------ Material provided ------

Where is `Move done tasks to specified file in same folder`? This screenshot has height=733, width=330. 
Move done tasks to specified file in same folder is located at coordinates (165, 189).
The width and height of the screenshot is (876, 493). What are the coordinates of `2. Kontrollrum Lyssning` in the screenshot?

------
------ Material provided ------

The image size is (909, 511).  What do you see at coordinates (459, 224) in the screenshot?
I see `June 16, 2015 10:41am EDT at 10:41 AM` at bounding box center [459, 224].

------

:: Work to complete ::
Give back exactly the lines above, from the line containing "has height=733, width=330." through the line containing "The width and", with both end lines and nothing more.

:: Result of the task ::
Where is `Move done tasks to specified file in same folder`? This screenshot has height=733, width=330. 
Move done tasks to specified file in same folder is located at coordinates (165, 189).
The width and height of the screenshot is (876, 493). What are the coordinates of `2. Kontrollrum Lyssning` in the screenshot?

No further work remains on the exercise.